Traditional approaches proved ineffective. When flagging vulnerabilities or necessary updates, “People would just say, nah, you know, I’m not going to do it. Do it for me.” This pattern revealed a crucial insight: reporting tools alone weren’t enough. Engineers needed automation to implement changes at scale.
The problem followed Jonathan to VMware, where enterprise customers voiced similar frustrations: “I’m getting stuck on old things, I’m spending a lot of time migrating things.” What started as an internal Netflix challenge was clearly an industry-wide pain point.
This realization led to Moderne’s founding in 2020. But identifying a problem at a major tech company doesn’t automatically translate to startup success. Enterprise customers needed convincing to trust a startup with their source code: “This is an enterprise product.

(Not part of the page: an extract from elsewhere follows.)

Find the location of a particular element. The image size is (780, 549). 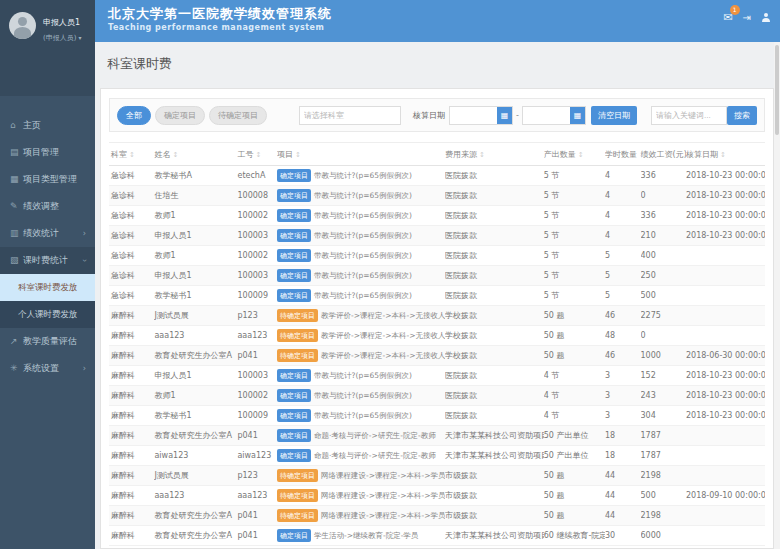

cell-name: aaa123 is located at coordinates (196, 496).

When we’re dealing with source code, we’re asking basically a customer to give us either in whole or in part their intellectual property.”
The breakthrough came when a potential customer, referred through VMware connections, presented their own vision for solving the problem. “When we met them, they had a deck internally of the product that they wanted… they pitched us their deck instead. And it just kind of matched our vision.” This validation confirmed they were onto something significant.

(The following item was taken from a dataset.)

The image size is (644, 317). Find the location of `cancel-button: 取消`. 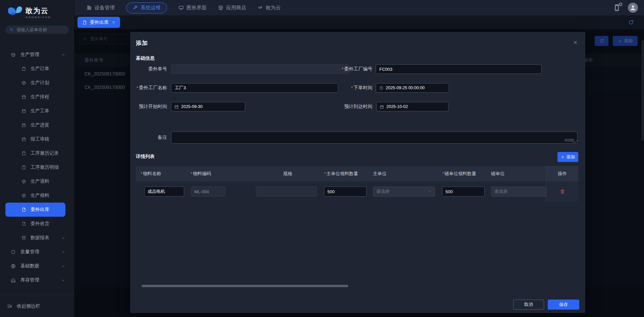

cancel-button: 取消 is located at coordinates (529, 305).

As Moderne evolved, they refined their messaging from technical features to business outcomes. Rather than focusing on developer productivity, they emphasized “tech stack liquidity” – helping companies move off legacy systems and consolidate vendors. This shift reflected a deeper understanding of enterprise priorities.

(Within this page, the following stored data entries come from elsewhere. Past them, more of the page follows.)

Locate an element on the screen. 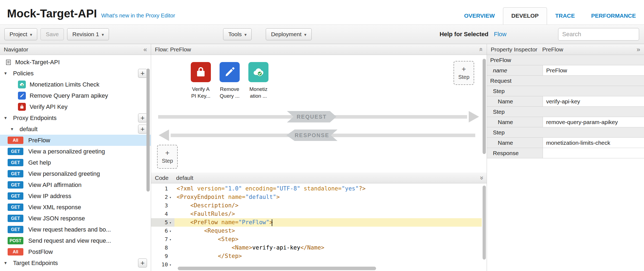 This screenshot has height=271, width=644. section-label: Policies is located at coordinates (23, 73).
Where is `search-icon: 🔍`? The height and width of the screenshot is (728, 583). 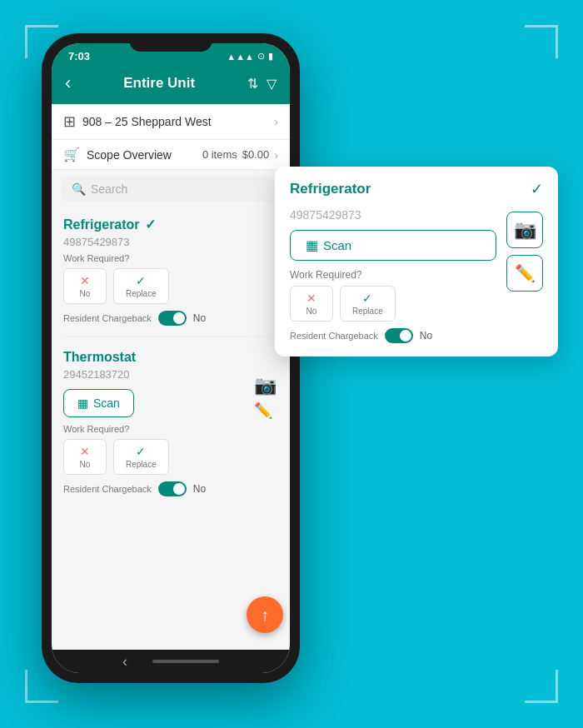
search-icon: 🔍 is located at coordinates (78, 189).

The journey from Netflix pain point to enterprise software company offers several key lessons for founders:
- Internal tools at major tech companies can reveal industry-wide opportunities
- Technical problems often require business-focused messaging to gain traction
- Early customer validation may come in unexpected forms
- Enterprise trust must be earned before technical capabilities matter
Looking ahead, Jonathan sees Moderne addressing a fundamental challenge in modern software development: “I think about our society being built on this substrate of third party and open source software largely, and it’s easy for that to get really kind of static and ossified over time. If we can mass fix the open source ecosystem upon which we rely, and we can mass fix the applications that depend on them, I think we can solve the technical engineering problems that confront our society more quickly.”
The story of Moderne demonstrates how identifying and deeply understanding a pain point at a major tech company can lead to category-creating opportunities. The key is recognizing when a seemingly internal challenge represents a broader market need – and having the vision to build a solution that scales beyond a single company’s walls.